Research

Oil Change International publishes upwards of 20 reports and briefings every year focused on supporting the movement for a just phase-out of fossil fuels.

Dirty Energy Dominance: Dependent on Denial – How the U.S. Fossil Fuel Industry Depends on Subsidies and Climate Denial

A new report by Oil Change International reveals that U.S. taxpayers continue to foot the bill for more than $20 billion in fossil fuel subsidies each year. Every dollar spent subsidizing this industry takes us further away from achieving internationally agreed emissions goals, and maintaining a stable climate.

Art of the Self-Deal: How Regulatory Failure Lets Gas Pipeline Companies Fabricate Need and Fleece Ratepayers

A new report released by Oil Change International, Public Citizen, and the Sierra Club examines how a new wave of gas pipeline construction threatens to shunt serious risks and costs on to utility ratepayers.

Saudi Aramco’s IPO: A Test of whether Investors Are Serious about Climate

Coming two years after the Paris Agreement, the initial public offering (IPO) of Saudi Aramco will be strongly shaped by climate change. Most analysts believe that Crown Prince Muhammad bin Salman’s US $2 trillion estimate of Aramco’s value was unrealistic, reckoning instead on somewhere in the range $1 to 1.5 trillion. But there has been a gap in commentary, on how moves to decarbonise the energy system will affect the IPO’s valuation.

The Sky’s Limit Norway: Why Norway Should Lead the Way in a Managed Decline of Oil and Gas Extraction

A new study released by Oil Change International, examines the role of Norwegian oil and gas production in a Paris-aligned global carbon budget.

Talk is Cheap: How G20 Governments are Financing Climate Disaster

Each year, G20 countries provide nearly four times more public finance to fossil fuels than to clean energy. In total, public fossil fuel financing from G20 countries averaged some $71.8 billion per year, for a total of $215.3 billion in sweetheart deals for oil, gas, and coal over the 2013-2015 timeframe covered by the report. Fifty percent of all G20 public finance for energy supported oil and gas production alone.

Reality Check: The End of Growth in the Tar Sands

The Alberta tar sands are among the world’s largest oil reserves. While investment and expected growth in the industry have been high for the last decade, new industry data paints a dramatically different picture of the sector moving forward.

Banking on Climate Change: Fossil Fuel Finance Report Card 2017

Big banks’ business as usual is killing the climate. From 2014 to 2016, big banks around the world poured $290 billion into extreme fossil fuel companies and failed to respect human rights.

The Rover Pipeline: Greenhouse Gas Emissions Briefing

We find that Energy Transfer Partners' Rover Pipeline would lead to annual emissions of nearly 145 million metric tons of carbon dioxide equivalent. This would be the equivalent of adding 42 coal-fired power plants or over 30 million passenger vehicles.

Unequal Exchange: How Taxpayers Shoulder the Burden of Fossil Fuel Development on Federal Lands

A new report examines the extensive support for fossil fuel production on public lands and waters, provided by the U.S. government to the fossil fuel industry through a combination of direct subsidies, enforcement loopholes, lax royalty collection, and stagnant lease rates.

Fossil Fuel Finance at the Multilateral Development Banks: The Low-Hanging Fruit of Paris Compliance

A new analysis finds that six major multilateral development banks provided over $7 billion in public financing for fossil fuels in 2015, and over $83 billion in financing for fossil fuels from 2008 to 2015, despite public claims of the urgent need for action on climate.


> [What is required] Report how many lines in the entries below have the word "Error" in them, and give no other words.

=-=-=-=-=

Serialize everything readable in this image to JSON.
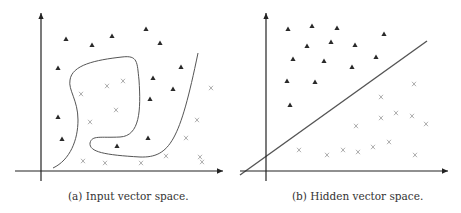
{
  "figure": {
    "panels": [
      {
        "id": "a",
        "caption": "(a) Input vector space.",
        "x_axis": {
          "x1": 15,
          "x2": 223,
          "y": 171
        },
        "y_axis": {
          "x": 41,
          "y1": 13,
          "y2": 181
        },
        "triangles": [
          [
            66,
            39
          ],
          [
            92,
            45
          ],
          [
            112,
            36
          ],
          [
            146,
            29
          ],
          [
            160,
            43
          ],
          [
            58,
            68
          ],
          [
            153,
            78
          ],
          [
            181,
            67
          ],
          [
            173,
            89
          ],
          [
            150,
            99
          ],
          [
            58,
            117
          ],
          [
            62,
            139
          ],
          [
            148,
            138
          ],
          [
            117,
            146
          ]
        ],
        "crosses": [
          [
            123,
            81
          ],
          [
            107,
            86
          ],
          [
            81,
            94
          ],
          [
            116,
            110
          ],
          [
            90,
            122
          ],
          [
            211,
            88
          ],
          [
            197,
            120
          ],
          [
            186,
            138
          ],
          [
            200,
            157
          ],
          [
            166,
            156
          ],
          [
            202,
            162
          ],
          [
            83,
            161
          ],
          [
            105,
            163
          ],
          [
            141,
            163
          ]
        ],
        "boundaries": [
          "M 53 168 C 70 160, 78 140, 78 120 C 78 100, 68 90, 70 80 C 72 65, 95 60, 122 57 C 138 55, 137 62, 139 80 C 141 110, 140 136, 120 137 C 100 138, 92 135, 90 143 C 89 152, 105 155, 140 157 C 170 158, 180 140, 198 53"
        ]
      },
      {
        "id": "b",
        "caption": "(b) Hidden vector space.",
        "x_axis": {
          "x1": 240,
          "x2": 448,
          "y": 171
        },
        "y_axis": {
          "x": 266,
          "y1": 13,
          "y2": 181
        },
        "triangles": [
          [
            288,
            29
          ],
          [
            312,
            26
          ],
          [
            337,
            28
          ],
          [
            384,
            34
          ],
          [
            307,
            46
          ],
          [
            331,
            42
          ],
          [
            355,
            45
          ],
          [
            293,
            59
          ],
          [
            324,
            61
          ],
          [
            352,
            67
          ],
          [
            376,
            57
          ],
          [
            287,
            81
          ],
          [
            315,
            82
          ],
          [
            290,
            105
          ]
        ],
        "crosses": [
          [
            414,
            84
          ],
          [
            381,
            97
          ],
          [
            381,
            118
          ],
          [
            396,
            113
          ],
          [
            412,
            116
          ],
          [
            426,
            124
          ],
          [
            356,
            126
          ],
          [
            299,
            150
          ],
          [
            327,
            155
          ],
          [
            343,
            150
          ],
          [
            358,
            152
          ],
          [
            373,
            147
          ],
          [
            389,
            142
          ],
          [
            415,
            155
          ]
        ],
        "boundaries": [
          "M 240 175 L 427 41"
        ]
      }
    ],
    "colors": {
      "axis": "#222222",
      "boundary": "#555555",
      "triangle": "#2a2a2a",
      "cross": "#999999"
    }
  }
}
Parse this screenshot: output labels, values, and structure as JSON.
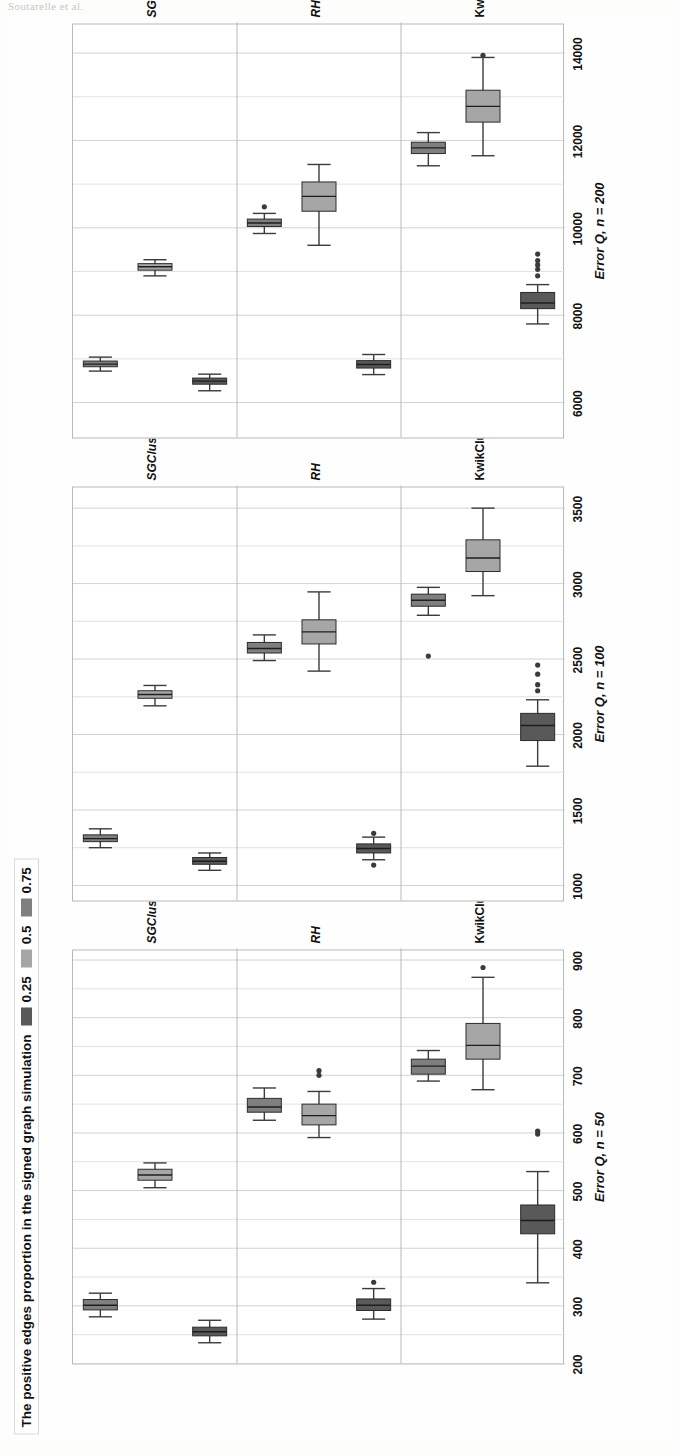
{
  "page_header_remnant": "Soutarelle et al.",
  "legend": {
    "title": "The positive edges proportion in the  signed graph simulation",
    "items": [
      {
        "label": "0.25",
        "color": "#595959"
      },
      {
        "label": "0.5",
        "color": "#a6a6a6"
      },
      {
        "label": "0.75",
        "color": "#7f7f7f"
      }
    ]
  },
  "categories": [
    "KwikCluster",
    "RH",
    "SGClust"
  ],
  "category_sub": [
    "",
    "",
    "α"
  ],
  "chart_data": {
    "type": "box",
    "orientation": "horizontal-facets",
    "grid": true,
    "legend_position": "top-left",
    "legend_title": "The positive edges proportion in the  signed graph simulation",
    "series_names": [
      "0.25",
      "0.5",
      "0.75"
    ],
    "series_colors": [
      "#595959",
      "#a6a6a6",
      "#7f7f7f"
    ],
    "facet_categories": [
      "KwikCluster",
      "RH",
      "SGClustα"
    ],
    "panels": [
      {
        "name": "n50",
        "ylabel": "Error Q, n = 50",
        "xlabel": "",
        "ylim": [
          200,
          920
        ],
        "yticks": [
          900,
          800,
          700,
          600,
          500,
          400,
          300,
          200
        ],
        "boxes": [
          {
            "facet": "KwikCluster",
            "series": "0.25",
            "lower_whisker": 340,
            "q1": 425,
            "median": 448,
            "q3": 475,
            "upper_whisker": 533,
            "outliers": [
              598,
              603
            ]
          },
          {
            "facet": "KwikCluster",
            "series": "0.5",
            "lower_whisker": 675,
            "q1": 728,
            "median": 752,
            "q3": 790,
            "upper_whisker": 870,
            "outliers": [
              887
            ]
          },
          {
            "facet": "KwikCluster",
            "series": "0.75",
            "lower_whisker": 690,
            "q1": 702,
            "median": 716,
            "q3": 728,
            "upper_whisker": 743,
            "outliers": []
          },
          {
            "facet": "RH",
            "series": "0.25",
            "lower_whisker": 277,
            "q1": 292,
            "median": 301,
            "q3": 312,
            "upper_whisker": 330,
            "outliers": [
              341
            ]
          },
          {
            "facet": "RH",
            "series": "0.5",
            "lower_whisker": 592,
            "q1": 614,
            "median": 630,
            "q3": 650,
            "upper_whisker": 672,
            "outliers": [
              700,
              708
            ]
          },
          {
            "facet": "RH",
            "series": "0.75",
            "lower_whisker": 622,
            "q1": 636,
            "median": 645,
            "q3": 660,
            "upper_whisker": 678,
            "outliers": []
          },
          {
            "facet": "SGClustα",
            "series": "0.25",
            "lower_whisker": 236,
            "q1": 248,
            "median": 255,
            "q3": 263,
            "upper_whisker": 275,
            "outliers": []
          },
          {
            "facet": "SGClustα",
            "series": "0.5",
            "lower_whisker": 505,
            "q1": 518,
            "median": 527,
            "q3": 537,
            "upper_whisker": 548,
            "outliers": []
          },
          {
            "facet": "SGClustα",
            "series": "0.75",
            "lower_whisker": 281,
            "q1": 293,
            "median": 301,
            "q3": 311,
            "upper_whisker": 322,
            "outliers": []
          }
        ]
      },
      {
        "name": "n100",
        "ylabel": "Error Q, n = 100",
        "xlabel": "",
        "ylim": [
          900,
          3650
        ],
        "yticks": [
          3500,
          3000,
          2500,
          2000,
          1500,
          1000
        ],
        "boxes": [
          {
            "facet": "KwikCluster",
            "series": "0.25",
            "lower_whisker": 1790,
            "q1": 1960,
            "median": 2060,
            "q3": 2140,
            "upper_whisker": 2230,
            "outliers": [
              2290,
              2330,
              2400,
              2460
            ]
          },
          {
            "facet": "KwikCluster",
            "series": "0.5",
            "lower_whisker": 2920,
            "q1": 3080,
            "median": 3170,
            "q3": 3290,
            "upper_whisker": 3500,
            "outliers": []
          },
          {
            "facet": "KwikCluster",
            "series": "0.75",
            "lower_whisker": 2790,
            "q1": 2850,
            "median": 2890,
            "q3": 2930,
            "upper_whisker": 2975,
            "outliers": [
              2520
            ]
          },
          {
            "facet": "RH",
            "series": "0.25",
            "lower_whisker": 1170,
            "q1": 1215,
            "median": 1245,
            "q3": 1275,
            "upper_whisker": 1320,
            "outliers": [
              1135,
              1345
            ]
          },
          {
            "facet": "RH",
            "series": "0.5",
            "lower_whisker": 2420,
            "q1": 2600,
            "median": 2680,
            "q3": 2760,
            "upper_whisker": 2945,
            "outliers": []
          },
          {
            "facet": "RH",
            "series": "0.75",
            "lower_whisker": 2490,
            "q1": 2540,
            "median": 2570,
            "q3": 2610,
            "upper_whisker": 2660,
            "outliers": []
          },
          {
            "facet": "SGClustα",
            "series": "0.25",
            "lower_whisker": 1100,
            "q1": 1140,
            "median": 1160,
            "q3": 1185,
            "upper_whisker": 1215,
            "outliers": []
          },
          {
            "facet": "SGClustα",
            "series": "0.5",
            "lower_whisker": 2190,
            "q1": 2240,
            "median": 2265,
            "q3": 2290,
            "upper_whisker": 2325,
            "outliers": []
          },
          {
            "facet": "SGClustα",
            "series": "0.75",
            "lower_whisker": 1250,
            "q1": 1290,
            "median": 1310,
            "q3": 1335,
            "upper_whisker": 1375,
            "outliers": []
          }
        ]
      },
      {
        "name": "n200",
        "ylabel": "Error Q, n = 200",
        "xlabel": "",
        "ylim": [
          5200,
          14700
        ],
        "yticks": [
          14000,
          12000,
          10000,
          8000,
          6000
        ],
        "boxes": [
          {
            "facet": "KwikCluster",
            "series": "0.25",
            "lower_whisker": 7800,
            "q1": 8150,
            "median": 8280,
            "q3": 8520,
            "upper_whisker": 8700,
            "outliers": [
              8900,
              9050,
              9150,
              9250,
              9400
            ]
          },
          {
            "facet": "KwikCluster",
            "series": "0.5",
            "lower_whisker": 11650,
            "q1": 12420,
            "median": 12780,
            "q3": 13150,
            "upper_whisker": 13900,
            "outliers": [
              13950
            ]
          },
          {
            "facet": "KwikCluster",
            "series": "0.75",
            "lower_whisker": 11420,
            "q1": 11700,
            "median": 11830,
            "q3": 11960,
            "upper_whisker": 12180,
            "outliers": []
          },
          {
            "facet": "RH",
            "series": "0.25",
            "lower_whisker": 6640,
            "q1": 6790,
            "median": 6870,
            "q3": 6960,
            "upper_whisker": 7100,
            "outliers": []
          },
          {
            "facet": "RH",
            "series": "0.5",
            "lower_whisker": 9600,
            "q1": 10380,
            "median": 10720,
            "q3": 11050,
            "upper_whisker": 11450,
            "outliers": []
          },
          {
            "facet": "RH",
            "series": "0.75",
            "lower_whisker": 9870,
            "q1": 10030,
            "median": 10110,
            "q3": 10200,
            "upper_whisker": 10330,
            "outliers": [
              10480
            ]
          },
          {
            "facet": "SGClustα",
            "series": "0.25",
            "lower_whisker": 6270,
            "q1": 6420,
            "median": 6490,
            "q3": 6560,
            "upper_whisker": 6650,
            "outliers": []
          },
          {
            "facet": "SGClustα",
            "series": "0.5",
            "lower_whisker": 8900,
            "q1": 9030,
            "median": 9110,
            "q3": 9180,
            "upper_whisker": 9270,
            "outliers": []
          },
          {
            "facet": "SGClustα",
            "series": "0.75",
            "lower_whisker": 6720,
            "q1": 6820,
            "median": 6880,
            "q3": 6950,
            "upper_whisker": 7040,
            "outliers": []
          }
        ]
      }
    ]
  }
}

=-=-=-=-=

> [Answer to this problem] 3